As shares of Tesla recovered during Monday's after-hours trading, the dynamics have now totally disconnected from the market value of the company's stock once again.
Apparently hopes of new measures from central banks bear more weight than selling electric cars. Also, Wedbush analysts on Monday included Tesla in its list of "golden opportunity" stocks, clearly without the support of a price chart, since the stock's close Friday, was twice its level in December last year.
Tesla has had a shaky couple of months in two European markets that its top honcho, Elon Musk, was counting on for sales in 2019. The US electric car manufacturer registered only 83 new vehicles in Norway in February, compared with 1,016 cars in the same period last year, based on figures from the country's transport agencies. In the Netherlands, car registrations were down 69 percent to 155 units.
The figures represent a dark sign for two of just four territories for which the company breaks out profits on a three-month basis. Registrations in the Netherlands and Norway in the first two months of 2020 dropped 78 percent and 43 percent, respectively. And this is against a brittle year-ago comparison -- sales of the Model 3 were only getting rolled off in the first months of last year and did not increase until later in the year.
While these regions are not that big, the Netherlands is home to the US carmaker's European distribution hub, and represented 8.2 percent of Tesla's global orders last year, and even represented a large enough percentage of the company's sales in 2019.
Sales from Norway and the Netherlands jumped 66 percent and 49 percent in 2019, helping balance a 15 percent plunge in the US -- by far Tesla's biggest market. Germany will be a major market as well to monitor this year after the launch of a landmark climate-linked stimulus measure with subsidies aimed at lifting electric-car profits.
In China, Tesla had registered only 3,563 cars in January despite the huge hype over the unveiling of the locally-manufactured Model 3. With China's economy hitting a near dead-stop in manufacturing activity in February, analysts are not sure Tesla even sold 1,500 cars in China for the month.
Based on insurance statistics, Tesla registered more than 42,000 cars in China in 2019, making the company way short of the 3,750 a month it would require to register to meet its quota.
Meanwhile, bullish analysts had pegged their projections for 125,000-150,000 Tesla cars sold in China this year, but some analysts expect 80,000 deliveries outside North America and Europe in the coming months, as the coronavirus makes that projection seem overly optimistic.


Work instruction:
Every line below that includes the word "JSON" needs to be copied.
Records for this exercise START
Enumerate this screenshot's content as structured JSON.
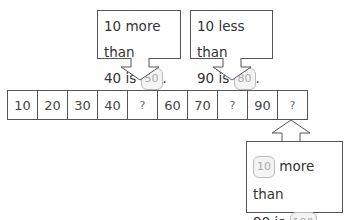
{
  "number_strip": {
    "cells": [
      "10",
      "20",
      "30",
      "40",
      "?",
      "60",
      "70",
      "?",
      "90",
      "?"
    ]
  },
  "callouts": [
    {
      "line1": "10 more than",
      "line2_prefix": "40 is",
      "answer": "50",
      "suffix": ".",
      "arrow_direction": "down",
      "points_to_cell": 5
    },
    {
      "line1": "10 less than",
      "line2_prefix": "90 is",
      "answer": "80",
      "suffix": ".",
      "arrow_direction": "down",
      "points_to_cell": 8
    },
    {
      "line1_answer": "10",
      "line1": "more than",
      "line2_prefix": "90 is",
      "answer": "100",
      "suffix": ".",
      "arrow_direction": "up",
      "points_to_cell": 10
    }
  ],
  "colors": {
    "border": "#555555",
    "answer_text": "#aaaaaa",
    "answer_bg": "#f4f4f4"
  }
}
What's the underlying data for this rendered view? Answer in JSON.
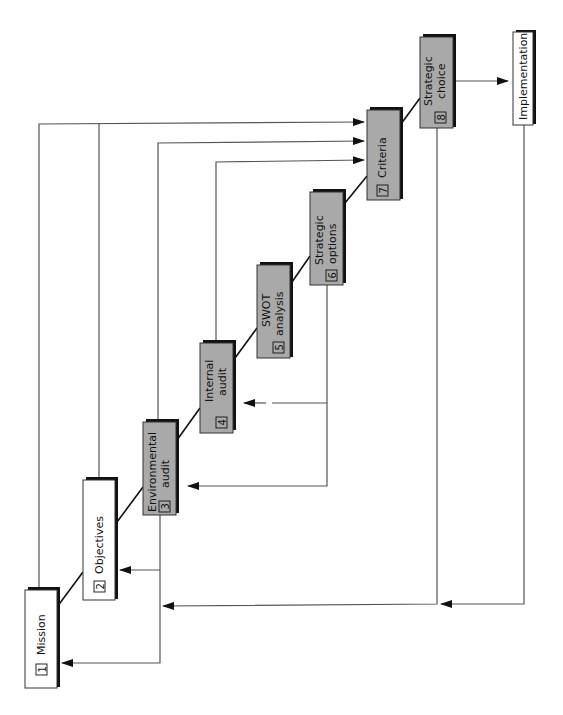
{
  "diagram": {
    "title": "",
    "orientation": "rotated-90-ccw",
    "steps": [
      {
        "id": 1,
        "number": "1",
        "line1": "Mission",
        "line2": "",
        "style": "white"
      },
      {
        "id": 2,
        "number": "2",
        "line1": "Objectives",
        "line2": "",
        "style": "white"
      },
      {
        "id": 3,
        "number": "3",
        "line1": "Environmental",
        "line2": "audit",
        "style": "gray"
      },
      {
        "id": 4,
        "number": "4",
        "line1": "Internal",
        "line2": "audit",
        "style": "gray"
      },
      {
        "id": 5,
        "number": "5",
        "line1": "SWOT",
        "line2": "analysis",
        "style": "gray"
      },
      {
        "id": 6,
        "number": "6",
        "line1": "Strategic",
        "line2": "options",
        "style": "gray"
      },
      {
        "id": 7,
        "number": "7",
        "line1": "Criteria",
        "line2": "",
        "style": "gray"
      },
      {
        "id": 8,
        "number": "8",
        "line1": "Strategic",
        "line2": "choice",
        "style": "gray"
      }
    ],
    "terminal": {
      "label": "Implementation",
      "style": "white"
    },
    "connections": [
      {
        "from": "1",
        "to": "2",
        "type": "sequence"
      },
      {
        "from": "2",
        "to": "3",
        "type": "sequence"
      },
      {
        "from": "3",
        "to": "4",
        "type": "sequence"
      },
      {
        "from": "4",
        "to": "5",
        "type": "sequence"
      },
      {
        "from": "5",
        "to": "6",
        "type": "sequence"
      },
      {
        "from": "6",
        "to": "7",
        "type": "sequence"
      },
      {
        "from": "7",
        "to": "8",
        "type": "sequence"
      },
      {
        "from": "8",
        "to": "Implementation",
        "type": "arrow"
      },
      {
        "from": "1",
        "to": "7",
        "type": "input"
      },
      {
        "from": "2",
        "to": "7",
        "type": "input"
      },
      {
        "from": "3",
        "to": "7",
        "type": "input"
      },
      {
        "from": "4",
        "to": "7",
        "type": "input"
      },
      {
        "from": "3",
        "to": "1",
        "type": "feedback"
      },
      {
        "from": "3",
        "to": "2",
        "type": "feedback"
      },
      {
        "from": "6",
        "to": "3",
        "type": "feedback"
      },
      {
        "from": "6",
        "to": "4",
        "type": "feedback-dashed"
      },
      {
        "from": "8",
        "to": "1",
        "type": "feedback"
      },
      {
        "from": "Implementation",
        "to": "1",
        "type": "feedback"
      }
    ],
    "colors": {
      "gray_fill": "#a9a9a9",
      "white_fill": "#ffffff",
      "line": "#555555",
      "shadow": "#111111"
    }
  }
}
Records for this exercise END
Records for this exercise START
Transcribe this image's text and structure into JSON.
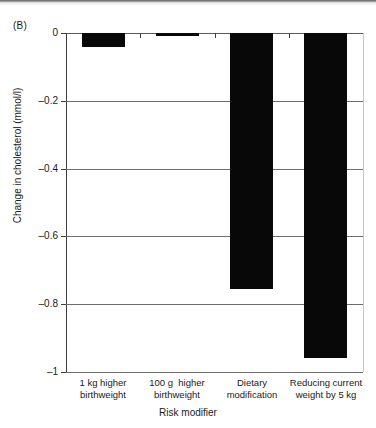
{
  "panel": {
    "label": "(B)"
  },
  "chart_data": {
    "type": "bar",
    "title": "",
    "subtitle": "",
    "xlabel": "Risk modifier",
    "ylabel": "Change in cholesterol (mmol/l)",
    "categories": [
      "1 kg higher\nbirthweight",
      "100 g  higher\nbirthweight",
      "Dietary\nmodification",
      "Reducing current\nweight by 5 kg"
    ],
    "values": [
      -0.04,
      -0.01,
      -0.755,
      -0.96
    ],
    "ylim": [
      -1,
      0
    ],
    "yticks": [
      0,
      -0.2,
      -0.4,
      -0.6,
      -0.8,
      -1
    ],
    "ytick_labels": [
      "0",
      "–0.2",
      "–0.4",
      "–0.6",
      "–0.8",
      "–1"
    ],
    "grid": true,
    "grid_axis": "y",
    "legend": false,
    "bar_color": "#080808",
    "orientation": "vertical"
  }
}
Records for this exercise END
Records for this exercise START
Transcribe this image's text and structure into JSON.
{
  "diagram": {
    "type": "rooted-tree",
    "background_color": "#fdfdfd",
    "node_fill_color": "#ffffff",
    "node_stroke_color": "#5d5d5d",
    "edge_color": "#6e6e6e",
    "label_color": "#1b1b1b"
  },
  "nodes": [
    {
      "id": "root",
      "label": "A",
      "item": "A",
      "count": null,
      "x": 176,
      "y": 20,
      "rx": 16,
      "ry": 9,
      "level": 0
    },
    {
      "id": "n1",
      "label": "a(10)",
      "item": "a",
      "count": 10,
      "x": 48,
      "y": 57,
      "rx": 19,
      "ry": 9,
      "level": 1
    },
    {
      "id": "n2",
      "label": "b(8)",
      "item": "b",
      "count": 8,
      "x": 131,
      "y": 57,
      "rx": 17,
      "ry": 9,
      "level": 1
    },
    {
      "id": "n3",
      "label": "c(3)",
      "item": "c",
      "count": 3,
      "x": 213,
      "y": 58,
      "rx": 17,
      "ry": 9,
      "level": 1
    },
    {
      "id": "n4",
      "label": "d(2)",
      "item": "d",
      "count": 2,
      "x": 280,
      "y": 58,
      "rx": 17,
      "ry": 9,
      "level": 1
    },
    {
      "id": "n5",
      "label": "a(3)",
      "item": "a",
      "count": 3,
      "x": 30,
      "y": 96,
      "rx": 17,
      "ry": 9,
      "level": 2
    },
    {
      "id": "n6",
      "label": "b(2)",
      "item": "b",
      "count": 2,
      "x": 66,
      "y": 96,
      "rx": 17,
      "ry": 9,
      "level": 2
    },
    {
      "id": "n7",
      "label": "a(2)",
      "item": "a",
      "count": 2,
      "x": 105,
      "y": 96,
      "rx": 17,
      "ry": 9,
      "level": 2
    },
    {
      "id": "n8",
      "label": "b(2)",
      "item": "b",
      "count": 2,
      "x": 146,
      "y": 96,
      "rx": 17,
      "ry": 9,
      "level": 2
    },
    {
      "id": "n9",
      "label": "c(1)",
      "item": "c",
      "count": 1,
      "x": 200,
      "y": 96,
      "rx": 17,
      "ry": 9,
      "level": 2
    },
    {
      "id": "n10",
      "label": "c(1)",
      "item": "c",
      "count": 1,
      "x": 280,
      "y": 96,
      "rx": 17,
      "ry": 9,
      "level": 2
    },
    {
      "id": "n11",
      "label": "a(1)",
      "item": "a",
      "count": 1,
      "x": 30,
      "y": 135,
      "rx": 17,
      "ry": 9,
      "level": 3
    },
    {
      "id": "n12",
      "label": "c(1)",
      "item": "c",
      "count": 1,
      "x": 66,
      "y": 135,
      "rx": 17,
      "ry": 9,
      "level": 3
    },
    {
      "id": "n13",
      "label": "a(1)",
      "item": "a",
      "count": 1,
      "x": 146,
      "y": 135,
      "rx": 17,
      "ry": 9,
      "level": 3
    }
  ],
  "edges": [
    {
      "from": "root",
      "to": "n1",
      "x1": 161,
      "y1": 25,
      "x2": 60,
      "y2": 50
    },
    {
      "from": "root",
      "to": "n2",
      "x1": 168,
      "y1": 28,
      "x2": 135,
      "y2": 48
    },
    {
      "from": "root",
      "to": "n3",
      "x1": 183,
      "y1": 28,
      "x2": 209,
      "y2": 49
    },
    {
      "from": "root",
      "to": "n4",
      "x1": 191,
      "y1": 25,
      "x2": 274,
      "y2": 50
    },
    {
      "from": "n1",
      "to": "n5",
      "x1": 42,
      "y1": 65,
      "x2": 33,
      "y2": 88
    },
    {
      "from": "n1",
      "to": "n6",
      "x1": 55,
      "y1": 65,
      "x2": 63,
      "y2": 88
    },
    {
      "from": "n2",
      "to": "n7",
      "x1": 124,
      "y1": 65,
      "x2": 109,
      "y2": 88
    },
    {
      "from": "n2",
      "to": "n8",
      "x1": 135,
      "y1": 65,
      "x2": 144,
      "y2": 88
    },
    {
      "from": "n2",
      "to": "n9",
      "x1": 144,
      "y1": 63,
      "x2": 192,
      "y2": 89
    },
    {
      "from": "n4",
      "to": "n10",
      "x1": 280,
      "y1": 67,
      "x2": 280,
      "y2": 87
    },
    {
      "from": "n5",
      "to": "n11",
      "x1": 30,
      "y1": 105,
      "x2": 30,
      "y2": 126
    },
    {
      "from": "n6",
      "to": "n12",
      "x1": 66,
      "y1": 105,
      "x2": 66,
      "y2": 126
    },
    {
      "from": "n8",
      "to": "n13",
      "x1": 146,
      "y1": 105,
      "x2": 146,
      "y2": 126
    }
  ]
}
Records for this exercise END
Answer to the problem:
Enumerate this screenshot's content as structured JSON.
What's the underlying data for this rendered view? Answer in JSON.
Transcribe this image's text and structure into JSON.
Transcribe this image's text and structure into JSON.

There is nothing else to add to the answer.